UNU Update
The newsletter of United Nations University and its
network of research and training centres and programmes
 

Issue 20: October 2002

COMMENT

Hans van Ginkel
is Rector of UN
University. These
are his personal
views.

World Summit a 'stepping-stone' on
path to sustainable development

By Hans van Ginkel

The environment has steadily worsened in the last 30 years despite the many actions society has taken. We are increasingly seeing the effects of climate change through wild fires, flooding, and irregular weather patterns.  Deforestation continues unfettered at a rate of 1% a year and the impact of globalization is increasing the strain on the use of our natural resources.

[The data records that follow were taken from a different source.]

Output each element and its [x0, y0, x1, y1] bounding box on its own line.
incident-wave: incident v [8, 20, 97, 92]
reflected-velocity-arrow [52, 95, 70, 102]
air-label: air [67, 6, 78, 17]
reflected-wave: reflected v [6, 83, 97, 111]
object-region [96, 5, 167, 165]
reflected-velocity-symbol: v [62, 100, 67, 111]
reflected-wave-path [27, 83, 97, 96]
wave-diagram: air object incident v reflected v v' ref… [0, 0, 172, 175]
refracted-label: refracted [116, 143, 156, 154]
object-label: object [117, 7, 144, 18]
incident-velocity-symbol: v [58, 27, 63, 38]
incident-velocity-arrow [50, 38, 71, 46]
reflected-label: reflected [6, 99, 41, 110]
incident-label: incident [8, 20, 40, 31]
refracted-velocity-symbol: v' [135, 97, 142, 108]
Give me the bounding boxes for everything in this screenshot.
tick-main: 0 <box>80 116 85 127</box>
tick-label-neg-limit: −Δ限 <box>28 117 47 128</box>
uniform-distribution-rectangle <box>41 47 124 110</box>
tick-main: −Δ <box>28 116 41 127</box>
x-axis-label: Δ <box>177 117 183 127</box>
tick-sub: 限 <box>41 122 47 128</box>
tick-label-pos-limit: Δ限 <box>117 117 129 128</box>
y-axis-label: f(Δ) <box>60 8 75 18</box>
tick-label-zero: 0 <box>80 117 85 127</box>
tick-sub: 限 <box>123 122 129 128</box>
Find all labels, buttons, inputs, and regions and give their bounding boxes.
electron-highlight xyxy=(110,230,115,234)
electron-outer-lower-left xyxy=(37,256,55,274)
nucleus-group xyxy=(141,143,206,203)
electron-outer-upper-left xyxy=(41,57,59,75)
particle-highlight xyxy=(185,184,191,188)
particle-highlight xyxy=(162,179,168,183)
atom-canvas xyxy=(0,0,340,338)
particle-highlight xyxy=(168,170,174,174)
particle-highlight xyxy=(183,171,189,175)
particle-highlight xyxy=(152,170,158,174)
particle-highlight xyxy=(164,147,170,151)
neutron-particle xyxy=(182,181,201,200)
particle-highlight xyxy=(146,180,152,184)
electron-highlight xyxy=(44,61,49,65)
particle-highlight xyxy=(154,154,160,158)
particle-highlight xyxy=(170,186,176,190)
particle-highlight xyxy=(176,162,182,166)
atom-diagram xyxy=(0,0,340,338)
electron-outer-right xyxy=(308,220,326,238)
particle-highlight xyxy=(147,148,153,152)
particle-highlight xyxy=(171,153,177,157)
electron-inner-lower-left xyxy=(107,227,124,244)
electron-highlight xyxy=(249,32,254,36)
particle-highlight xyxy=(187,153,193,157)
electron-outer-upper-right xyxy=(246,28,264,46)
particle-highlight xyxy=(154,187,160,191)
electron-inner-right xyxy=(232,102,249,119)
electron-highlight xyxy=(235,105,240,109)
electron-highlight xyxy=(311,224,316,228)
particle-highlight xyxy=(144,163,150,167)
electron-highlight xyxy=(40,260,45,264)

Sustainable development has slipped down the political totem pole and has become overshadowed by concerns for security and economic globalization.

The recent World Summit on Sustainable Development in Johannesburg was an effort to halt this slide, an opportunity to rejuvenate work on sustainable development. A consensus emerged that the issues that must be tackled are the tough, practical ones such as poverty, education, financing and strengthening the governance systems that oversee our actions to protect the environment. 

Strong institutions are a prerequisite for building any kind of international cooperation. Yet, in the environmental world, global institutions are perhaps amongst the weakest and most poorly coordinated. Sustainable development is all about the tradeoff the environment must make with social and economic imperatives, but there is no strong mechanism to bring environmental, societal and economic concerns together.

As a result issues like “trade and environment” or “how to manage globalization” become insurmountable obstacles to achieving sustainable development. There are many opportunities for synergies among these institutions, but we must first recognize the weaknesses in the present systems and then design a system that will work. The pattern of creating and recreating institutions is leading nowhere but more fragmentation and a proliferation of bureaucracy.

Education is another key. Never in the history of humankind has science and technology offered so much for the greater good of society at large. However, the potential that science and technology can offer to bridge the development gap and to alleviate poverty is yet to be flagged as a major issue for the summit. More science is needed rather than less and it has to be directed towards sustainable development.

This will only be done when science for sustainability is mainstreamed into our education systems at all levels---from primary to higher education. A global learning alliance must be created for sustainable development and this will only come from the development of a new social contract between science and technology and society for sustainable development, an outcome that many scientific organizations called for at Johannesburg. 

Poverty and financing for development are two issues on which we have seen little progress yet they are central to a sustainable future. The picture is dim on both fronts. Overseas development assistance (ODA) flows have fallen during the 1990s, from $58.3 billion in 1992 to $53.1 billion in 2000. ODA, as a proportion of Gross National Product, fell from 0.35% in 1992 to 0.22 % in 2000. Only five countries – Denmark, Luxembourg, the Netherlands, Norway and Sweden – met the aid target of 0.7% of GDP in 2000. Most of the least developed countries suffered a decline in ODA of at least 25%, and seven countries, all in Africa, saw ODA reduced by more than 50%. 

On poverty the record is even worse. Only 15% of the world’s population, in high-income countries, account for 56% of the world’s total consumption, while the poorest 40%, in low-income countries, account for only 11% of consumption. The overall poverty rate in developing countries, based on an income poverty line of one dollar a day dropped slightly from 1.3 billion in 1990 to 1.2 billion in 1998. 

There are at least 1.1 billion people who still lack access to safe drinking water and 2.4 billion who lack adequate sanitation. About 815 million people in the world are undernourished. In many developing countries, poor health conditions prevail as a result of contaminated water, poor sanitation, severe indoor air pollution, malaria and other infectious diseases, and the spread of HIV/AIDS. 

Whereas two previous world conferences, the Millennium Assembly and the Monterrey Financing for Development have put in place the targets for these commitments, it is hoped that the momentum from Johannesburg will result in their actual achievement. Certainly it created a better understanding of the link between poverty and the environment and the need for a common approach. 

Looking back on the three decades since the international environmental movement began, it really has come a long way. The first global summit in Stockholm in 1972 was the signaling point that the environment was in trouble. Twenty years latter the Rio Earth Summit was concerned about what exactly needed to be done. In Johannesburg, the WSSD advanced a sense of how to actually implement sustainable development – not an easy task, but one essential to our ultimate well-being.